Laying Bets: W Will Win

Wojtek Sokolowski sokol at jhu.edu
Tue Aug 15 08:23:13 PDT 2000


At 09:28 AM 8/15/00 -0400, Nathan Newman wrote:


>Probably most important, the GOP folks want to win, from the moderates to
>the rightwing nuts, while a lot of traditional Dem voters aren't as
>convinced the election will matter. So GOP turnout and activism will
>probably be more successful or at least successful enough. Gore and
>Clinton are to blame for stupid trade policies that alienated the base but
>that lack of activism will be the reality that will probably put W in
>office in the fall.
>
>So we'll have a chance to see if the Left does better with a GOP President
>in office so we can concentrate our opposition. Hope it works as well as
>folks predict.

I second this opinion, but I do not think there is a serious reason to worry - except a symbolic one. Electoral politics in the US are nothing more than professional wrestling for the middle class. European politics with their proportional representation system and no-confidence vote are a bit more serious, but not very much.

Like professional wrestlers, the candidates embody caricatures of moral characters and pretend to engage in a mortal struggle - but both the characters and the struggle are phony from the beginnning to the end. Like in a professional wrestling game, the outcome is predictable from the start - the most amiable charcater wins - and is totally inconsequential, save for its feel-good enetertainment value.

Important policy decisions are made in the privacy of corporate boardrooms and communicated to the public by professional PR hacks. That explains the smashing success of Reagan presidency - the B-movie actor was more effective as the Great Communicator of Corporate Will than, say, a lawyer or an economist.

For average middle class Joe and Jane Schmoe it matters little who wins this or that election, for the coprorate bosses will not let things go down to the point that a suffcient number of people become sufficiently pissed off to start seriously demanding a change in the status quo. In plain English - I do not think that electing Bush or Gore will have any impact whatsoever on my or people's I know employment conditions or living standards - although I would feel a little bit better if Gore got elected, because I do not like Bush's show at all.

The only people affected by electoral politics are those who pay for it - i.e. business owners and operators who are part of the Democrat or Republican political machines and hope for windfall profits from easy access to public coffers. But most people in this country are not part of these political machines-- which btw is a major change form the 19th century. Unlike businessmen who thrive on public contracts, most people have no real stakes in electoral election. What ordinary peope get from electoral politics is what they get from a pro-wrestlig game - entertainment and ritualistic confirmation of conventional values. Hence the salience of symbols, values, and personalities in the electoral politics - since for the majority of people this is the ONLY substance of electoral politics.

Thus I pay minimal attention to electoral politics and will most likely stay home on November 4. I do that for the same reasons I do not watch pro-wrestlish games, rock-and-roll concerts and kindred televised pulp - watching bad shows offends my aesthetic sensibilities and makes me upset.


> Aim of the task
Note each line of the entries that includes "Branch". Then copy those lines.

Data excerpts below:

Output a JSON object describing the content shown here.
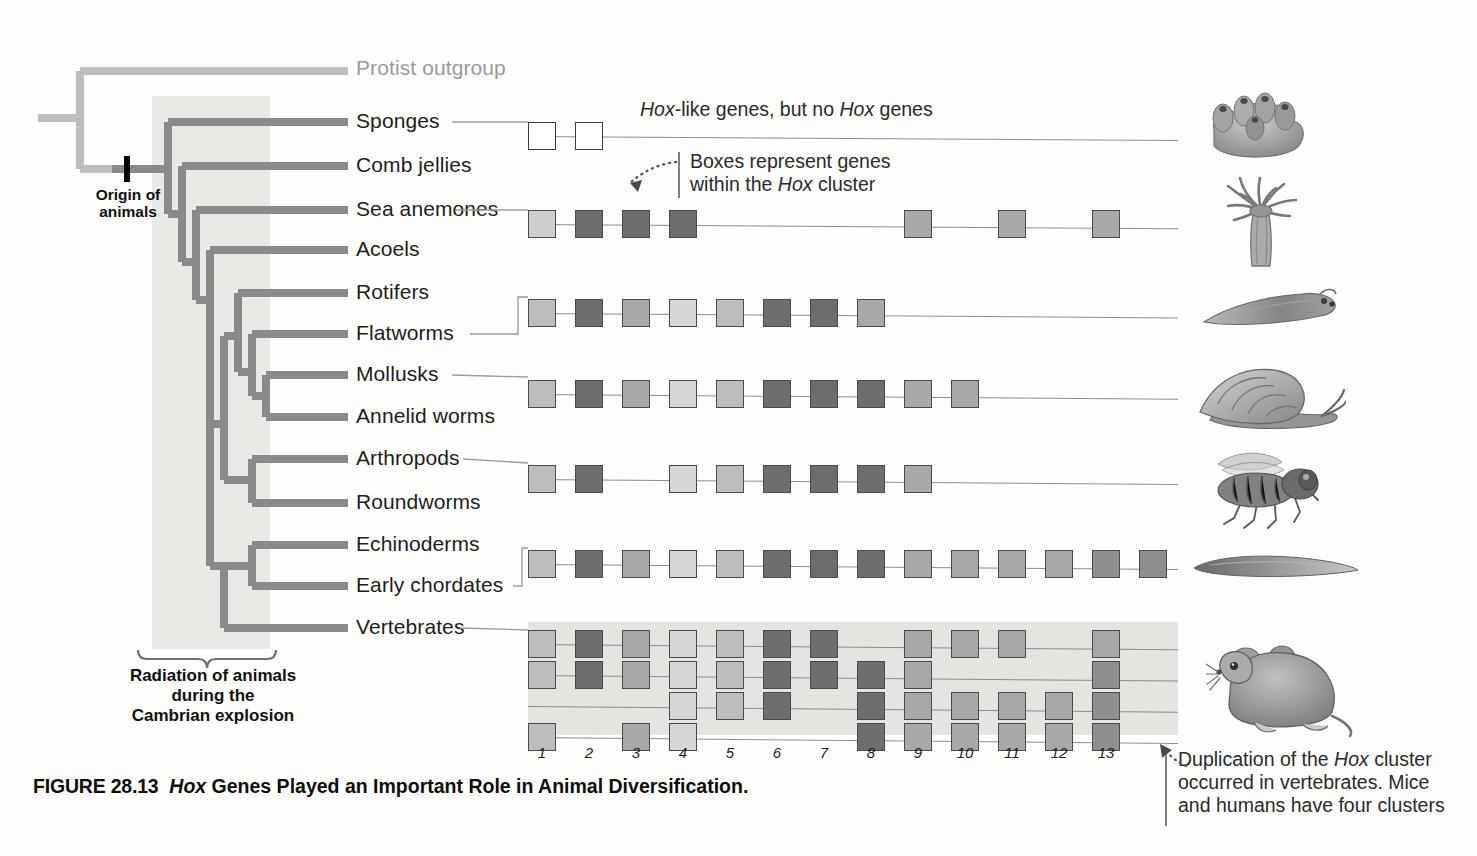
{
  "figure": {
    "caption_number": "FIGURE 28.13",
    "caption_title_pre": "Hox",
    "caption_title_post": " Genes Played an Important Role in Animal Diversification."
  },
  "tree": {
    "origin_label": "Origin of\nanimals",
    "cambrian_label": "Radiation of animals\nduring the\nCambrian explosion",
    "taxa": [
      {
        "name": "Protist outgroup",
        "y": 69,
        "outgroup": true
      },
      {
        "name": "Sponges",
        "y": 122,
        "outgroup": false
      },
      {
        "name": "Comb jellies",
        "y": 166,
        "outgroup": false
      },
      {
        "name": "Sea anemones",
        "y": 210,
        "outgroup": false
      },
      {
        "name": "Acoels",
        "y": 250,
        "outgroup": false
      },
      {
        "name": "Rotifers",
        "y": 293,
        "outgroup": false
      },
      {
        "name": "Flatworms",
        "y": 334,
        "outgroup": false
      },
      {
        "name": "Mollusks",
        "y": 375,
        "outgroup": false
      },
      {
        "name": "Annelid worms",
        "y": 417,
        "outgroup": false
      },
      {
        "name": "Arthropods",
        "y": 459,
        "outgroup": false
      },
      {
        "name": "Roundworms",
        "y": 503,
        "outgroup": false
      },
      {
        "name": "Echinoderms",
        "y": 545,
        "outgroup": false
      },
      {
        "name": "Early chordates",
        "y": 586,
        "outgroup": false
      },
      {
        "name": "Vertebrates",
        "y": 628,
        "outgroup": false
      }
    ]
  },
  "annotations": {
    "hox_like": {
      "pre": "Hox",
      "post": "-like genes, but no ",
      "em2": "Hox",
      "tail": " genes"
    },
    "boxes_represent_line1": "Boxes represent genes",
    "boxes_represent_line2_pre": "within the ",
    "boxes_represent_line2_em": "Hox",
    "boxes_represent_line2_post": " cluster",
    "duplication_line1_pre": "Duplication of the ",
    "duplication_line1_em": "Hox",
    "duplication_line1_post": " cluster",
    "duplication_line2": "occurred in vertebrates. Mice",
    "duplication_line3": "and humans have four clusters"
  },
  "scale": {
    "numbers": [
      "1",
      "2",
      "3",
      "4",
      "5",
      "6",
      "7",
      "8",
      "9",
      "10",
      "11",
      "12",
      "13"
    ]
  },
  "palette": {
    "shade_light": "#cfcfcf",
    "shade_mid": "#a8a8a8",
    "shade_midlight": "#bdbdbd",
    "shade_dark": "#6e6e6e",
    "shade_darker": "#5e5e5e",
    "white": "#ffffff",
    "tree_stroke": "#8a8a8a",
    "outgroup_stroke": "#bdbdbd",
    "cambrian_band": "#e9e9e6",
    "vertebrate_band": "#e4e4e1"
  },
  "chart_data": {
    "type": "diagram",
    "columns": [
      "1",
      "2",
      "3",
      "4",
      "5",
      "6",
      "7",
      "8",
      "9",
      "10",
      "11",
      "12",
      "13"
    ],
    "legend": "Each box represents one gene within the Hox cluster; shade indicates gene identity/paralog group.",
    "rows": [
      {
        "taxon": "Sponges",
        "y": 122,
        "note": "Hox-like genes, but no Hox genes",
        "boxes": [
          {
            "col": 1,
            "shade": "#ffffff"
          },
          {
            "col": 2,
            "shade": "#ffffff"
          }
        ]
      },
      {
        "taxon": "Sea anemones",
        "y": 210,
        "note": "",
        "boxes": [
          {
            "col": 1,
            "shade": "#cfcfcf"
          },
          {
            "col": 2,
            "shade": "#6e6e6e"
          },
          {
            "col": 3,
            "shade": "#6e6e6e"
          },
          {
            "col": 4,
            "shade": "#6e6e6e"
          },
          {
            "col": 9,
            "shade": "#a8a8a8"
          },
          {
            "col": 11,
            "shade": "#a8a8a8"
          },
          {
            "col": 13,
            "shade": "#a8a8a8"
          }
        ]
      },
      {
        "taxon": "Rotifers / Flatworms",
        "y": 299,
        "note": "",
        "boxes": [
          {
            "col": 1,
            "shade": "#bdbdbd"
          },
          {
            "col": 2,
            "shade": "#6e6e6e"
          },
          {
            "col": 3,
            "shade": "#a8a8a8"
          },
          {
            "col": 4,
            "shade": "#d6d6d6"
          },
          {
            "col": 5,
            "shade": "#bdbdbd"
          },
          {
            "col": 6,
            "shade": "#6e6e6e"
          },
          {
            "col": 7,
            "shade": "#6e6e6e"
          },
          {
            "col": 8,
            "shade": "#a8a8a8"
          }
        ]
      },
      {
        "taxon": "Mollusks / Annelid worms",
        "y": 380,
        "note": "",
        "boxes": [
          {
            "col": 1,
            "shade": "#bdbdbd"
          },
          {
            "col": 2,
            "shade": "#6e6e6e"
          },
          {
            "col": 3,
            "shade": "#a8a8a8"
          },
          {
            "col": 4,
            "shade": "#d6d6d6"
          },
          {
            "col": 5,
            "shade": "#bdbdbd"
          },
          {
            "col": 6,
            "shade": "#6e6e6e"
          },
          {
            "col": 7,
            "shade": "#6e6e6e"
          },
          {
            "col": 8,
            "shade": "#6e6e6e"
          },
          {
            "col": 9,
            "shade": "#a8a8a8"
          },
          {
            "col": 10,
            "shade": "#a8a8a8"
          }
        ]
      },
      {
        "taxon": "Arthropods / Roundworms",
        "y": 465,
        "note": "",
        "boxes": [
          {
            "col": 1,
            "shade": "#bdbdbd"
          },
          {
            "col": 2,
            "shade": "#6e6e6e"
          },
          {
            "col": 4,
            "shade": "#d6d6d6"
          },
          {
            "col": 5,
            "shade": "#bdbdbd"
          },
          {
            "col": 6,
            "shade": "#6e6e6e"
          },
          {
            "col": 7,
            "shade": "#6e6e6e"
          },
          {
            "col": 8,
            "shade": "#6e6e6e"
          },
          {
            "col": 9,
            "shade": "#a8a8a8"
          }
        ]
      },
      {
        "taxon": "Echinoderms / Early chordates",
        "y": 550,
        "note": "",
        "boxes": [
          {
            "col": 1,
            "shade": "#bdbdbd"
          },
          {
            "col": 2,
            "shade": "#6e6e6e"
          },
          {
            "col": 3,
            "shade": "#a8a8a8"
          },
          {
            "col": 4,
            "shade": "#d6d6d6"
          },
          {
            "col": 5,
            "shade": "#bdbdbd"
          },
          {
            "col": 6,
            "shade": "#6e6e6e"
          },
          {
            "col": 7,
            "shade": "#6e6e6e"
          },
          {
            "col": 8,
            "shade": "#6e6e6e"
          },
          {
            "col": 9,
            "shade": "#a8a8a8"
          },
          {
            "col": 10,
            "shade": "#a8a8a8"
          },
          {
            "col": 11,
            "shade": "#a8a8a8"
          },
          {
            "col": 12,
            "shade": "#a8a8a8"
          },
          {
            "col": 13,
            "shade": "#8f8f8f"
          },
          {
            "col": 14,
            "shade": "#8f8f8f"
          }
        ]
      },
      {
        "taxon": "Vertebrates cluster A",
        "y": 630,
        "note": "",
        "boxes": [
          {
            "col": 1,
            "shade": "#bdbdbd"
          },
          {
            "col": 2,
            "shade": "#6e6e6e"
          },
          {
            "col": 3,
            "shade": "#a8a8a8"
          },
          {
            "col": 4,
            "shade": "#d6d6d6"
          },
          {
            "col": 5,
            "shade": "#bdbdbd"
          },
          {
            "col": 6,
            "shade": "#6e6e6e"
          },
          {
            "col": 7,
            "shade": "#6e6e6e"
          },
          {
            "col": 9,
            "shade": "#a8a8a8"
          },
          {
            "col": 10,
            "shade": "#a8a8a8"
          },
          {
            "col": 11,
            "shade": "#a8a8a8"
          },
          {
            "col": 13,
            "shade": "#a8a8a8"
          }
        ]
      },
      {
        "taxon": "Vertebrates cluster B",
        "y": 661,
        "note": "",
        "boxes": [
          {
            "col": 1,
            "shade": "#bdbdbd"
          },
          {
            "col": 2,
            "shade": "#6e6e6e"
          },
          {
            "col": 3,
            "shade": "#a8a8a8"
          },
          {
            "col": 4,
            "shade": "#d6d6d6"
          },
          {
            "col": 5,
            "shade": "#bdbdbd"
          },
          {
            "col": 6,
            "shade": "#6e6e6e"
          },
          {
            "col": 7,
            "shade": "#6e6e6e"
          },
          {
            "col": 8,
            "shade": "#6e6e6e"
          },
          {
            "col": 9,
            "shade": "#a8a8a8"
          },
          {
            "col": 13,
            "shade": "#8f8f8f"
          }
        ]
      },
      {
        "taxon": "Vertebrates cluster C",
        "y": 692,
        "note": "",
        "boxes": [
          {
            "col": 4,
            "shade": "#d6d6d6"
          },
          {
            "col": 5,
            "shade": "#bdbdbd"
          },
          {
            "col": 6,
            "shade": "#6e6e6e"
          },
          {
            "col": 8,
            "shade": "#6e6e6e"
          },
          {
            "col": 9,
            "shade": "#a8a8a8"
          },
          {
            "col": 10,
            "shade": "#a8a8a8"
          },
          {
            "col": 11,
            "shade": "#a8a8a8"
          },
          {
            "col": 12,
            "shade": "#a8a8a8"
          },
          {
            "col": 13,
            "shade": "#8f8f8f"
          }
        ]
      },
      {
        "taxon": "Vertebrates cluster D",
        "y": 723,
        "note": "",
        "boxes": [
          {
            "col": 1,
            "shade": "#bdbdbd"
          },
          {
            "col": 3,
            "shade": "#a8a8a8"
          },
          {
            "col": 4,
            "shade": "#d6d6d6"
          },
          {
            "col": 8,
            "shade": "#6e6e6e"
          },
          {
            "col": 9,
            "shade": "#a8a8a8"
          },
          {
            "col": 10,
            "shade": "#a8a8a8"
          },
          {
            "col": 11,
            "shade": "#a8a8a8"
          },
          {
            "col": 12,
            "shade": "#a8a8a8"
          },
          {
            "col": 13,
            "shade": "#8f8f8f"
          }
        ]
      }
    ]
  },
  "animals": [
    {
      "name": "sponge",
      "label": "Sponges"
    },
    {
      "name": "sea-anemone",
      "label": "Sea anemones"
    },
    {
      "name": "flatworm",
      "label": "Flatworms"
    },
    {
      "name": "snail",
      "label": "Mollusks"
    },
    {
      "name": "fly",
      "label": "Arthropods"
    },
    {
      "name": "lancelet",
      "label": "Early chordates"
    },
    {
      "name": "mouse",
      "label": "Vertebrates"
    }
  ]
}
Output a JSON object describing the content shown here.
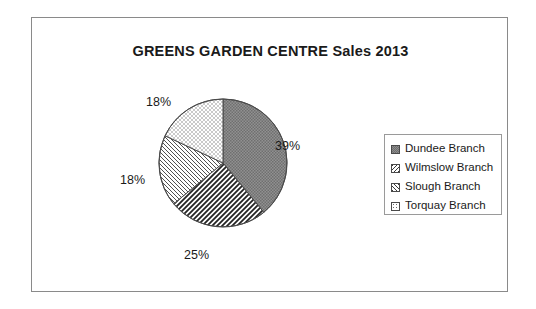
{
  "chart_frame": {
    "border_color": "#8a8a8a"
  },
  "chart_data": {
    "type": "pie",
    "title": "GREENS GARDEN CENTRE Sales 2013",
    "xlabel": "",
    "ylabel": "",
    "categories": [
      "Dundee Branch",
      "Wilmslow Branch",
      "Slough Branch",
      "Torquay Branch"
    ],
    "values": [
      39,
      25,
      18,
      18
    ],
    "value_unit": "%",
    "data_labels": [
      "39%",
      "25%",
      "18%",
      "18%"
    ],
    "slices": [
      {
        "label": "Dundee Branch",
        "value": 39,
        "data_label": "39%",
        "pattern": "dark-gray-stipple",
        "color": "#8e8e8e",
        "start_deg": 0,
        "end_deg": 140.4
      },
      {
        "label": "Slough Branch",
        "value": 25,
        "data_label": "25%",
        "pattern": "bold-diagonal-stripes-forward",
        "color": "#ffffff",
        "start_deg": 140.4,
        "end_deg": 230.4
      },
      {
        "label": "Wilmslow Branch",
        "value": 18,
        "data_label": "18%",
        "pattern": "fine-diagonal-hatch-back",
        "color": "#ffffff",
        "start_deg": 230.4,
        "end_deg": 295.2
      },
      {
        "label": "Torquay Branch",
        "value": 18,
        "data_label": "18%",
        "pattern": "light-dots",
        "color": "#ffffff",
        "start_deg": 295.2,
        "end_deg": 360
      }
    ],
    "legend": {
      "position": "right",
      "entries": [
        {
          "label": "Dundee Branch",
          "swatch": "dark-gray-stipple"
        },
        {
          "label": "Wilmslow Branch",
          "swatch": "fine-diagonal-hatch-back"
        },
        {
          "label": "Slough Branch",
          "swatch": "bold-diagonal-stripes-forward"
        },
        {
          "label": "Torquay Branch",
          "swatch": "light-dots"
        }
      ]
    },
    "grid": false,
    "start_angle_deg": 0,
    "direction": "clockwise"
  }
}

End of Data excerpts.

> Solution to the problem
      "Dundee Branch",
      "Wilmslow Branch",
      "Slough Branch",
      "Torquay Branch"
        "label": "Dundee Branch",
        "label": "Slough Branch",
        "label": "Wilmslow Branch",
        "label": "Torquay Branch",
          "label": "Dundee Branch",
          "label": "Wilmslow Branch",
          "label": "Slough Branch",
          "label": "Torquay Branch",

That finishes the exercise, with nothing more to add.